Artificial intelligence is at work everywhere across healthcare these days, from small-bore pilot projects to big implementations designed to nudge enterprise-wide improvements. But as hospitals and health systems pursue AI initiatives in earnest, many of them are still often flying blind.
They understand AI’s transformative potential – and hopefully also grasp the risks of model deployments that aren’t properly calibrated – but may still not be pursuing their projects with purpose.
There are plenty of roadmaps and implementation guides out there, designed to help shape an organization’s AI journey. (The HIMSS Analytics Maturity Assessment Model is an especially valuable tool.) But they don’t replace the hard work that has to be done in-house to achieve real and lasting value from AI.
To truly realize clinical, financial and operational ROI – at scale – from artificial intelligence and machine learning investments, healthcare organizations must put in the effort: crafting strategic plans to achieve carefully defined goals, empowering the right leaders, getting buy-in from staff and much more.
In his opening keynote at next month’s HIMSS AI in Healthcare Forum, which is scheduled for July 10-11 in Brooklyn, Tom Lawry, Managing Director of Second Century Tech and a former health AI leader at Microsoft, will offer some insights into what makes successful deployments tick.
Lawry’s “hype-busting” presentation, “From FOMO to Foresight – Creating AI Value at Scale” – will discuss AI leadership strategy and define the key factors health system leaders should be attuned to as they put AI to work.
He’ll describe how IT leaders and others in the C-suite should prioritize coherent but scalable AI initiatives that transcend scattershot pilot projects and focus on system-wide efficiencies. He’ll discuss strategies and practical approaches to overcoming some common challenges, such as workforce readiness, ethical considerations and more.
And he’ll offer a vision for how to foster a “culture of innovation” that treats AI as something to be tightly integrated into processes system-wide to promote continuous improvement, quality enhancement and operational efficiencies.
For our recent Q&A with Lawry we started by asking him a question we’d previously asked. If we know “FOMO” is not a good reason to invest in AI for the sake of it, might there be some cases where it’s just not a good fit?
Are there some cases where it might just make sense, for reasons of resources, workforce, culture or other inherent challenges? Or should every healthcare organization be investing in AI, no matter their situation?
“The short answer is yes,” says Lawry. “Why? Because it’s the future. And if you don’t, you’ll be left behind. But the broader answer is you should be doing it for reasons of how it supports your mission, your clinical and business goals.”
Still, in many healthcare organizations today, big money is being spent on AI without clear and measurable KPIs and a plan for what success is meant to achieve.
“There’s a lot of data that suggests the majority of AI investments being made across all sectors has been less about being grounded in business planning and more about fear of missing out. [Health systems] don’t want to get left behind.”
But some C-suites are thinking more concretely about where they want their AI investments to take them.
“We’re at a point where the smart leaders are starting to move towards creating processes, forcing a discipline to say ‘We have to move beyond the hype and have some line of sight on how we’re going to get return on value.’
“Everyone talks about return on investment,” he adds. “I like to talk about return on value, which is a little different.”
Sure, there are ways you can measurably improve something to increase revenue, and to decrease costs. But just as important, if not moreso, are the process improvements that may be more nuanced, like reducing the number of highly repetitive or redundant tasks that must be performed by highly skilled and highly paid doctors and nurses, Lawry explains.
“I can’t put a direct return on investment on that. But if I can somehow show I’m reducing that stress, this causes burnout, and then that’s a pretty good measure.”
AI has been around for decades, but in just the past few years it suddenly seems that nearly every healthcare organization in America is using AI, says Lawry. Still, too few of them are really “driving measurable value at scale across the enterprise.”
The HIMSS AI in Healthcare Forum is scheduled to take place July 10-11 in Brooklyn. Learn more and register.
Mike Miliard is executive editor of Healthcare IT News
Email the writer: [email protected]
Healthcare IT News is a HIMSS publication.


#### Task:
Pull every line containing "note" from the entries.

#### Data for review:

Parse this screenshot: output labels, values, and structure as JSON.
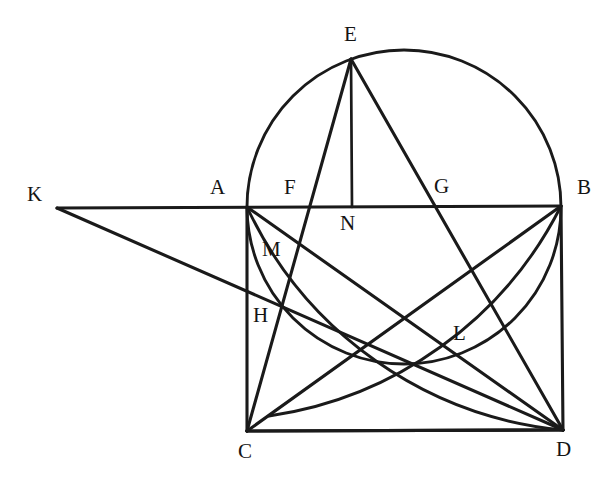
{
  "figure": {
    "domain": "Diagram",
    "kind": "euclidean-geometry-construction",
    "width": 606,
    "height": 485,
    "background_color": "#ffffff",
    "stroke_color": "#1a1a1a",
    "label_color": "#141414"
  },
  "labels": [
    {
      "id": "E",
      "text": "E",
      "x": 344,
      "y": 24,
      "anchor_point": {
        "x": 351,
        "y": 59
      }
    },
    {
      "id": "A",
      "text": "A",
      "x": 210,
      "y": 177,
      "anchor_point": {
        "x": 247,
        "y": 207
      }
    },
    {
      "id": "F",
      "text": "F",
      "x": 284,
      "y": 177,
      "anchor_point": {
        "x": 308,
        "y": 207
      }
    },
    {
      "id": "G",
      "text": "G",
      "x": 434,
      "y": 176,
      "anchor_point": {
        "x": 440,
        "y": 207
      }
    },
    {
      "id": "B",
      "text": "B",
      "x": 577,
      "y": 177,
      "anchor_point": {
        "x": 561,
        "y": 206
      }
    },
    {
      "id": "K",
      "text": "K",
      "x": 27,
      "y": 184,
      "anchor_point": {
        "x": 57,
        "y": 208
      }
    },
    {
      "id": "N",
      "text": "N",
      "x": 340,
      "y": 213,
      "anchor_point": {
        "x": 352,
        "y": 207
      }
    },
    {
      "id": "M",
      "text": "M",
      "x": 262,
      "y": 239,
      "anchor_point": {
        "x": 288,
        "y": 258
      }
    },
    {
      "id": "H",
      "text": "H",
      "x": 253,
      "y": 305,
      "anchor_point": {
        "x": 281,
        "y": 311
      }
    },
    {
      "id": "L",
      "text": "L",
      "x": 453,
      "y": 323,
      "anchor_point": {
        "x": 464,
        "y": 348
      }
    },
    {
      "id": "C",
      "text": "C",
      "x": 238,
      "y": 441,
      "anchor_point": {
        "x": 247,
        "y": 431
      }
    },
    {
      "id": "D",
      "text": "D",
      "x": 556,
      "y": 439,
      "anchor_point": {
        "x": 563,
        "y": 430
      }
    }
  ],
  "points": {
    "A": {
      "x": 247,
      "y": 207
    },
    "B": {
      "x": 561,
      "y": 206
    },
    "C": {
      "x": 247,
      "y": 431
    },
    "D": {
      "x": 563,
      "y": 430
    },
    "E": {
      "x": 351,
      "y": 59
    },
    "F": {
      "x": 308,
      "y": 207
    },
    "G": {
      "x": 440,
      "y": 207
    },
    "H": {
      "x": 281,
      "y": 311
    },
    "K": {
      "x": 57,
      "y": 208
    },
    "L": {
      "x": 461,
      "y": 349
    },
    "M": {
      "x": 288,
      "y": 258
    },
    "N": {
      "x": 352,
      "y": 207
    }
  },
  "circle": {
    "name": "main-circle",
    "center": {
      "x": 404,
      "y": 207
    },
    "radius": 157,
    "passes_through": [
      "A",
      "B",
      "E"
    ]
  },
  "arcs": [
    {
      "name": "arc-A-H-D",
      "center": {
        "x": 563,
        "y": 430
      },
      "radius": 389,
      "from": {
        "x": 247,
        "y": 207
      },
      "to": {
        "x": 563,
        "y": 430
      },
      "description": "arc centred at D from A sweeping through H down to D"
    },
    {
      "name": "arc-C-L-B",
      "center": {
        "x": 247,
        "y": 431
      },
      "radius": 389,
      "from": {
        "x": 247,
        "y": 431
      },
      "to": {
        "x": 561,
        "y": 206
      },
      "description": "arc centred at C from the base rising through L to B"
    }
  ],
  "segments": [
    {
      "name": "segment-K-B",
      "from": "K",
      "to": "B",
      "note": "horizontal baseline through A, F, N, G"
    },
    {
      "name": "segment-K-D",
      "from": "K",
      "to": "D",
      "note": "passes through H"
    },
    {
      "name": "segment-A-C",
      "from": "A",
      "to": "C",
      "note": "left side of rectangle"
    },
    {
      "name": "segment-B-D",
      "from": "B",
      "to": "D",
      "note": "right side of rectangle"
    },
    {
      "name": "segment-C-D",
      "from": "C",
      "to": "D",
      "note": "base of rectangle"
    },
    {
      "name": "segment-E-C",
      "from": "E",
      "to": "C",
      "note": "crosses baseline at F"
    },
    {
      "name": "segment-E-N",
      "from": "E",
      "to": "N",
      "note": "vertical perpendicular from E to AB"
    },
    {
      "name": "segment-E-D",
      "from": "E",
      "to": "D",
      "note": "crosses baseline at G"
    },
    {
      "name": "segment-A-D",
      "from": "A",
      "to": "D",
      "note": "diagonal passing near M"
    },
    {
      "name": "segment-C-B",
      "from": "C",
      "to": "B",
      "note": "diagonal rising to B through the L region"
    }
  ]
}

#### Task response:
      "note": "horizontal baseline through A, F, N, G"
      "note": "passes through H"
      "note": "left side of rectangle"
      "note": "right side of rectangle"
      "note": "base of rectangle"
      "note": "crosses baseline at F"
      "note": "vertical perpendicular from E to AB"
      "note": "crosses baseline at G"
      "note": "diagonal passing near M"
      "note": "diagonal rising to B through the L region"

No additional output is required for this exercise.